On its face, the election appears to be a tight race between incumbent prime minister Mark Rutte, the center-right candidate, and far-right politician Geert Wilders, but the outcome won’t yield one ultimate victor. The Dutch parliamentary system requires that the winner achieve an outright majority to form a majority government; in the absence of that, the winner must build a majority coalition among other parties (76 parliamentary seats out of 150).

No single party has won a majority in the Dutch parliament in modern history. In fact, because the Dutch electoral system is proportional, i.e. it lacks electoral districts, the votes won by a party translate into a proportional number of parliamentary seats, making it easy for small parties to enter parliament.

Since 1946, Dutch coalition governments have taken 90 days on average to form. The ease of coalition-building tends to depend on the party leaders and their environment. It only took Rutte 52 days to form a coalition after the snap general election in 2012, but to do so Rutte stressed unity and compromise after a decade of political turmoil. Rutte’s current government is the first to serve a full term since the first Kok cabinet in 1998. The shortest formation took 10 days in 1948, while the longest took 208 days in 1977.

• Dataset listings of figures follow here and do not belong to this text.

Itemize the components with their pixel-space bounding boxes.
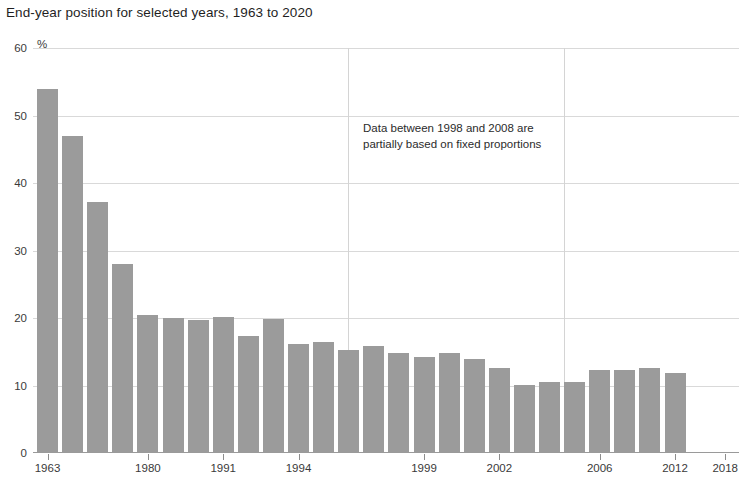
gridline-60 [33,48,739,49]
bar [514,385,535,453]
plot-area [33,48,739,453]
x-tick-2002 [499,454,500,460]
y-tick-label-50: 50 [3,110,27,122]
bar [589,370,610,453]
bar [288,344,309,453]
gridline-30 [33,251,739,252]
bar [213,317,234,453]
bar [639,368,660,453]
bar [137,315,158,453]
x-tick-label-2002: 2002 [487,462,513,474]
bar [62,136,83,453]
y-tick-label-60: 60 [3,42,27,54]
y-tick-label-30: 30 [3,245,27,257]
y-tick-label-20: 20 [3,312,27,324]
bar [614,370,635,453]
fixed-proportions-note: Data between 1998 and 2008 are partially… [363,120,553,152]
x-tick-label-2006: 2006 [587,462,613,474]
bar [338,350,359,453]
bar [414,357,435,453]
bar-chart: End-year position for selected years, 19… [0,0,741,481]
x-tick-1994 [299,454,300,460]
x-axis-baseline [33,452,739,453]
x-tick-label-1991: 1991 [210,462,236,474]
x-tick-label-1994: 1994 [286,462,312,474]
bar [313,342,334,453]
x-tick-1991 [223,454,224,460]
bar [87,202,108,453]
bar [238,336,259,453]
y-axis-tick-labels: 0102030405060 [0,48,27,453]
bar [37,89,58,454]
x-tick-1963 [48,454,49,460]
bar [489,368,510,453]
x-tick-label-1980: 1980 [135,462,161,474]
x-tick-label-2012: 2012 [662,462,688,474]
bar [564,382,585,453]
bar [539,382,560,453]
x-tick-label-1999: 1999 [411,462,437,474]
bar [665,373,686,453]
bar [363,346,384,453]
bar [112,264,133,453]
bar [188,320,209,453]
x-tick-label-2018: 2018 [712,462,738,474]
bar [263,319,284,453]
gridline-40 [33,183,739,184]
x-tick-1980 [148,454,149,460]
x-tick-label-1963: 1963 [35,462,61,474]
x-tick-2018 [725,454,726,460]
y-tick-label-40: 40 [3,177,27,189]
x-tick-2012 [675,454,676,460]
bar [439,353,460,453]
bar [464,359,485,454]
y-tick-label-0: 0 [3,447,27,459]
x-tick-2006 [600,454,601,460]
x-axis: 196319801991199419992002200620122018 [33,454,739,481]
chart-title: End-year position for selected years, 19… [6,5,313,21]
gridline-50 [33,116,739,117]
bar [163,318,184,453]
x-tick-1999 [424,454,425,460]
bar [388,353,409,453]
y-tick-label-10: 10 [3,380,27,392]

The Netherlands is “at the top of the list of lengthy coalition formation processes” says Hans Vollaard, a Dutch and European Politics lecturer at Leiden University. But the Dutch consider this par for the course and “don’t get that nervous about it.”

From 1950 to 1995, the Dutch on average took the longest to form their governments than any other country in Europe, according to a study published in 2003. Coalition formation generally took just over a week in Denmark, Norway, and Sweden, but in Italy, Austria, and Belgium, the process took over a month. Belgium holds the record for the longest coalition formation, which took 589 days in 2011.

In the Netherlands, forming a government may take longer than usual because big Dutch parties are getting smaller. Between 1986 and 2012, the proportion of parliament won by the three largest parties dropped from (paywall) 89% to roughly 60%. This year, a record number of parties are expected to win ten seats or more, which could drag on the process more.

A win for Wilders’s Freedom Party (it’s expected to gain more than the 15 it has now) could create gridlock at best, and a political crisis at worst. Besides Wilders’s radical, anti-Muslim manifesto, which doesn’t sit well with most Dutch MPs, there’s the fact that he is notoriously difficult and unpredictable to work with. “Nobody wants to work with Freedom Party in a new government,” says Vollaard.

There is a way out of this scenario. Even if Rutte took second place, he could try to form his own coalition if no one wanted to join Wilders’s. But the coalition would likely be weak and unstable, since Rutte’s go-to coalition party, the Dutch Labor party, is flailing.

The Dutch, after all, have had five elections since 2002, thanks in part to coalitions breaking down.